How to use different network interfaces for different processes?

I have two network interfaces on a Linux PC, and I need to manually set the interface that a given process will use.

The program (Twinkle softphone) does not have a similar option, so I believe that it must be set externally.

How can I do it?

Edit: I'm not trying to make a server process bind to a specific interface, but rather to make a client program contact a server using a specific interface.


you can replace code at runtime by the use of LD_PRELOAD (@windows you can use a similar technique called detours, quite fancy). what this does is to inform the dynamic linker to first load all libs into the process you want to run and then add some more ontop of it. you normally use it like this:

% LD_PRELOAD=./mylib.so ls

and by that you change what ls does.

for your problem i would try http://www.ryde.net/code/bind.c.txt, which you can use like:

% BIND_ADDR="ip_of_ethX" LD_PRELOAD=./bind.so twinkle

here is how you build it:

% wget http://www.ryde.net/code/bind.c.txt -O bind.c
% gcc -nostartfiles -fpic -shared bind.c -o bind.so -ldl -D_GNU_SOURCE

a longer howto is http://daniel-lange.com/archives/53-Binding-applications-to-a-specific-IP.html

similar hacks and tools:

  • bindhack
  • liboverride
  • fixsrcip
  • netjail

ip netns can do this.

TL;DR: Create network namespaces, associate interfaces to them and then run "ip netns exec NAME cmd..."

Just check if your distro supports ip netns... (Backtrack 5r3 does not, whereas Kali does ;) )

IN MORE DETAILS:

#create netns
ip netns add myNamespace
#link iface to netns
ip link set eth0 netns myNamespace
#set ip address in namespace
ip netns exec myNamespace ifconfig eth0 192.168.0.10/24 up
#set loopback (may be needed by process run in this namespace)
ip netns exec myNamespace ifconfig lo 127.0.0.1/8 up
#set route in namespace
ip netns exec myNamespace route add default gw 192.168.0.1
#force firefox to run inside namespace (using eth0 as outgoing interface and the route)
ip netns exec myNamespace firefox

Why is this better than binding the ip via LD_PRELOAD? Because LD_PRELOAD does not control the route that the processes uses. It will use the first route.

And since it always uses the same route, it will default to the interface registered to the route.(which is not what we want)


I don't think it is possible to force a process to use a certain interface.

However, I think you might be able to play with ipchain/iptables and force that a certain port your process is listening at will only get packets coming through a particular interface.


*Description of the task*. Where the records hold the string "ffffff", show the whole line it sits on.

*Source data*.
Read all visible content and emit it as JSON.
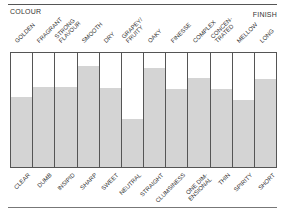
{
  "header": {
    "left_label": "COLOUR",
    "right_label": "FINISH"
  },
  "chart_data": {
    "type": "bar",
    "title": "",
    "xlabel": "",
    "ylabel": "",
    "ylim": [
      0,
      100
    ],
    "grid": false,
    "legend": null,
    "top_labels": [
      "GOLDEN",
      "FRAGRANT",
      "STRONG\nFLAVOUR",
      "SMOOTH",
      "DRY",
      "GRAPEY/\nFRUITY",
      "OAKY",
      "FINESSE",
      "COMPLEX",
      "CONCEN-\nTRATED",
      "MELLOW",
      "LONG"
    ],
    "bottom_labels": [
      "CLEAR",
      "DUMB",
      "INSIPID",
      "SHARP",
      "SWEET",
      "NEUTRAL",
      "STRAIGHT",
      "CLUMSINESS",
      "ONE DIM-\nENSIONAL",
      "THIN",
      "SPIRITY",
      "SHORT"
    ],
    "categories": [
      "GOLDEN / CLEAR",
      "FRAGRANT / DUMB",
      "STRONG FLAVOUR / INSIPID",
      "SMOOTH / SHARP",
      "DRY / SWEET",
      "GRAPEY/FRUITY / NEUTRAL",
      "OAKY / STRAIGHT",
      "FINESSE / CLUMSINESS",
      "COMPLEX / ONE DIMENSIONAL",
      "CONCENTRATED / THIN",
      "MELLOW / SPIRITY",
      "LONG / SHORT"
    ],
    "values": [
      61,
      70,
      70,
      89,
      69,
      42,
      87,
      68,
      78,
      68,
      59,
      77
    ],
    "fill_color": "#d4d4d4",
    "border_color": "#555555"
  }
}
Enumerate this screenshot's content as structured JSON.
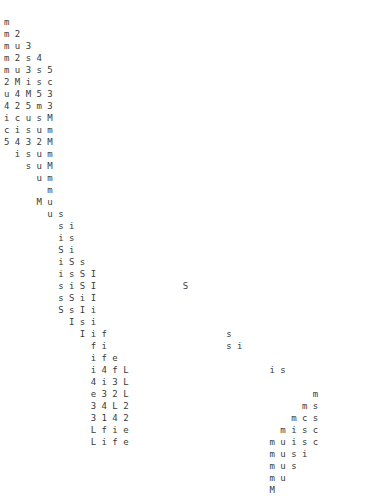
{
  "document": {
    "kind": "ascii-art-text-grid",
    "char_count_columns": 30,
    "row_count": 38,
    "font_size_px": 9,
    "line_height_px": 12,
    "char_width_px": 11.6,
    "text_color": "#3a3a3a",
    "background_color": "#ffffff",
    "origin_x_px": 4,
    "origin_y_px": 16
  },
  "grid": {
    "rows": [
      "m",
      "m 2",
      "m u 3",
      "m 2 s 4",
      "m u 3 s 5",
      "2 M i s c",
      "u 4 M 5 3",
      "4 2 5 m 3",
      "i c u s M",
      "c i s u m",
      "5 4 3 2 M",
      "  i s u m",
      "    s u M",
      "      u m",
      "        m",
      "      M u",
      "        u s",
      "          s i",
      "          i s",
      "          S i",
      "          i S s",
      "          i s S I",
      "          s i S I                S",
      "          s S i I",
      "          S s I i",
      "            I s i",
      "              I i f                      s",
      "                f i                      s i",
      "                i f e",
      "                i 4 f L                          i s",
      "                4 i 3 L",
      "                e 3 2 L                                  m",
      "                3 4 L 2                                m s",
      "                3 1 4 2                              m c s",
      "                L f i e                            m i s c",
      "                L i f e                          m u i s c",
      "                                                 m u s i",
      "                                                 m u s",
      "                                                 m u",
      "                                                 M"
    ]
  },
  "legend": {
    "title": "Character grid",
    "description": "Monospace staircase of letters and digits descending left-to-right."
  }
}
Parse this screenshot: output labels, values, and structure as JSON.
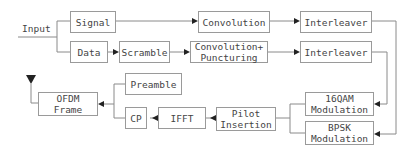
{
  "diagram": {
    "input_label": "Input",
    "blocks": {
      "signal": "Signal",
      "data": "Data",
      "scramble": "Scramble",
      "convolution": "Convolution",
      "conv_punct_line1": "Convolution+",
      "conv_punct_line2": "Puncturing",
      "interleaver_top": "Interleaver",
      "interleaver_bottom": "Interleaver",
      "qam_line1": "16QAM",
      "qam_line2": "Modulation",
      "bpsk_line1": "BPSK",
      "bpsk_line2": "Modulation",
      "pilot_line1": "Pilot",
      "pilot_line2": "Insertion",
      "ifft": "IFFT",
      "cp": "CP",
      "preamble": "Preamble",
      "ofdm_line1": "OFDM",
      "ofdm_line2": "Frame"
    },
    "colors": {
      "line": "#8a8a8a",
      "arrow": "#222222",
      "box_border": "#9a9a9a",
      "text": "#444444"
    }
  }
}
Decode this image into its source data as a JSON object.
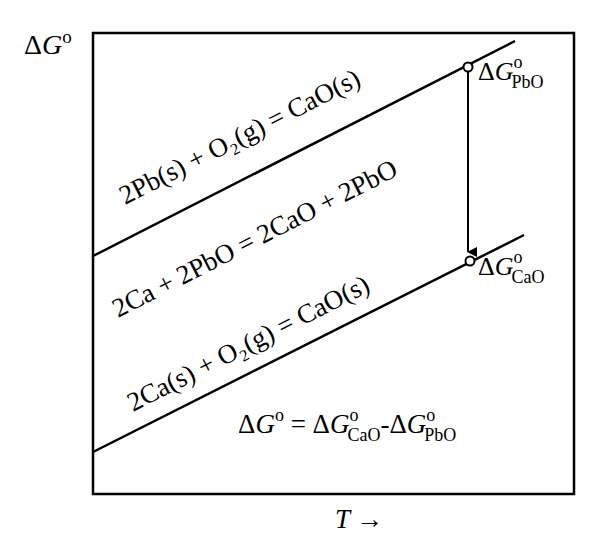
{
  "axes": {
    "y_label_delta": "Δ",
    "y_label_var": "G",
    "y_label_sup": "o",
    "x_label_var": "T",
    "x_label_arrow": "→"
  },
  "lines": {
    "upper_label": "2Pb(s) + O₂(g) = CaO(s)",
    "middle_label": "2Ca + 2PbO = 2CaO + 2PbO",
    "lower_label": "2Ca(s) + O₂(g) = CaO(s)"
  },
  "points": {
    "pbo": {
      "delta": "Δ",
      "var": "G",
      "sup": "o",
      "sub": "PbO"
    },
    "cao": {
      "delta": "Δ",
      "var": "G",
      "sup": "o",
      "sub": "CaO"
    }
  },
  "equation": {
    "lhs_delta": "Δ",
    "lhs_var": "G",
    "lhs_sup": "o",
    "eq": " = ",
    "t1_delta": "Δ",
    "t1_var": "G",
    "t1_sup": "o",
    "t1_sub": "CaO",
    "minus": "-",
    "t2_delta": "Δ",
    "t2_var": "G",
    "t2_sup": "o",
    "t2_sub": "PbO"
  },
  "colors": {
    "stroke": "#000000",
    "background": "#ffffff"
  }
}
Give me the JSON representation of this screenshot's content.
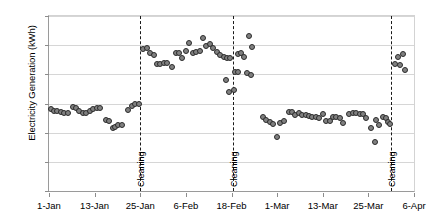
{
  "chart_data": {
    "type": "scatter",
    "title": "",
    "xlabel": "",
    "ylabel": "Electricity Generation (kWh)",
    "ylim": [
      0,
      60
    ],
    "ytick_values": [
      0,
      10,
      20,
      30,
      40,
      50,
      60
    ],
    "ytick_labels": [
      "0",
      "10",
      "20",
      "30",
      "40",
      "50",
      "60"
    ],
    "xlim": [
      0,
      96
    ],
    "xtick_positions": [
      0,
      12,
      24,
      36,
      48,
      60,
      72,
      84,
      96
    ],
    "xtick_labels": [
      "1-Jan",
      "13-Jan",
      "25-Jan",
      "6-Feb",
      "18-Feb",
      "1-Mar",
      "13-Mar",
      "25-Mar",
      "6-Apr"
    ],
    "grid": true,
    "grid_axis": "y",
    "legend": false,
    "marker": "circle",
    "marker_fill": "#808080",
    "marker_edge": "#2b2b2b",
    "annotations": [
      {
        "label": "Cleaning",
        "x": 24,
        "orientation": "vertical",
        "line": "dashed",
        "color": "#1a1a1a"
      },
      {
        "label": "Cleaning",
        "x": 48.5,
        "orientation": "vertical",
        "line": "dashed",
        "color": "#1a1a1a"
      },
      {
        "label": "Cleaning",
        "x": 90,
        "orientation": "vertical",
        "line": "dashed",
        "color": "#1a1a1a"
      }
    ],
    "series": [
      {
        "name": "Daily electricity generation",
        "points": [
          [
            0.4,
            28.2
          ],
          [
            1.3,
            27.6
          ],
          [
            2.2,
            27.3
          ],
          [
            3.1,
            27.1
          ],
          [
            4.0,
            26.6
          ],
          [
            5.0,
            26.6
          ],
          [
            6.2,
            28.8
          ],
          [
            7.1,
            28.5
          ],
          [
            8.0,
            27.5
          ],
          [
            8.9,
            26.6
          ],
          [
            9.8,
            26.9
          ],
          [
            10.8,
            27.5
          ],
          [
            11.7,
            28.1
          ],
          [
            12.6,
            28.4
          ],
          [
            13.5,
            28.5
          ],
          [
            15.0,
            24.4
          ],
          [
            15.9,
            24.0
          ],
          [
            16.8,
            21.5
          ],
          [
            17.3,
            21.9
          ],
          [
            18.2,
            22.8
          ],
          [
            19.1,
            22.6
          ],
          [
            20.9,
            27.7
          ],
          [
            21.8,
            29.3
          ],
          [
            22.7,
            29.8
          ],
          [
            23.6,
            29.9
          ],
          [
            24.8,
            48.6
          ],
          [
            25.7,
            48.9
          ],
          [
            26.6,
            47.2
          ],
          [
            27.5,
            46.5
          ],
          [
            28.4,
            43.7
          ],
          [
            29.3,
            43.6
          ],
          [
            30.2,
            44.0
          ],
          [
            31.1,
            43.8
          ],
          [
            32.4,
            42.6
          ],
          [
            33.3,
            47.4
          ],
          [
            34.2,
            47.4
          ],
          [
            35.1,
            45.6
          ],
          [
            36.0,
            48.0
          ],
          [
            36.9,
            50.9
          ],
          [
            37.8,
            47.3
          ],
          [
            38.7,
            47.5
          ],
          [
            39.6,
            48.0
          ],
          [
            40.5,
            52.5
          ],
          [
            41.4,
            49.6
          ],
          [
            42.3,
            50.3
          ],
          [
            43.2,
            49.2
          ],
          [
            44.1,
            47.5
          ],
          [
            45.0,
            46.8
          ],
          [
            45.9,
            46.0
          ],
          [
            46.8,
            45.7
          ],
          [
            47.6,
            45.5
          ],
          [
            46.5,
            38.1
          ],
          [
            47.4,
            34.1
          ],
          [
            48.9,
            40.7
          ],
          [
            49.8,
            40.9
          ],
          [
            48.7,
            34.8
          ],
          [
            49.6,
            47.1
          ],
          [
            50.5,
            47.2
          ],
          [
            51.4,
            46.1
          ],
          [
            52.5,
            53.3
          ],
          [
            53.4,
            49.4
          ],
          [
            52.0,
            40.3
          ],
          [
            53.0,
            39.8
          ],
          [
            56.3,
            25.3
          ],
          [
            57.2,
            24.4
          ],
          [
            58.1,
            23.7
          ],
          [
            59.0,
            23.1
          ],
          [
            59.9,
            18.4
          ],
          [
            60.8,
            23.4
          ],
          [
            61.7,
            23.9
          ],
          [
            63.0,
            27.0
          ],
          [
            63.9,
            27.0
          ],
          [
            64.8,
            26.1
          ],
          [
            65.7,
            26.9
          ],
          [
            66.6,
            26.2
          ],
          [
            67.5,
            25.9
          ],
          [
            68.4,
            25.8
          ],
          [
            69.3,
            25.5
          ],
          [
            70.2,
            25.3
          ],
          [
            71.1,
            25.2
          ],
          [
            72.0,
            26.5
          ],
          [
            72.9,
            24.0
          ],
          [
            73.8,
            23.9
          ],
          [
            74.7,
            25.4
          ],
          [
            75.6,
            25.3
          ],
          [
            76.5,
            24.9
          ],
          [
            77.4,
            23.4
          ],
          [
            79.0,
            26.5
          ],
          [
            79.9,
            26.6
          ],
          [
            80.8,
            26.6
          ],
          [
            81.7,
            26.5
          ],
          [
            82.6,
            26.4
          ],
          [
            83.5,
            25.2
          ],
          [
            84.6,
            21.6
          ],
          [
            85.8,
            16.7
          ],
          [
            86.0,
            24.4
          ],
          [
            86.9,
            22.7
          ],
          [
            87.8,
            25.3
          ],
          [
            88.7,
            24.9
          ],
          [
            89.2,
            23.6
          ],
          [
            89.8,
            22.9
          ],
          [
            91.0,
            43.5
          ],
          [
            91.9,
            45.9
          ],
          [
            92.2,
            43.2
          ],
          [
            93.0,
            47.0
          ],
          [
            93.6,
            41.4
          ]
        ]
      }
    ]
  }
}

*Your solution*.
    "background_color": "#ffffff",
    "background": "#ffffff"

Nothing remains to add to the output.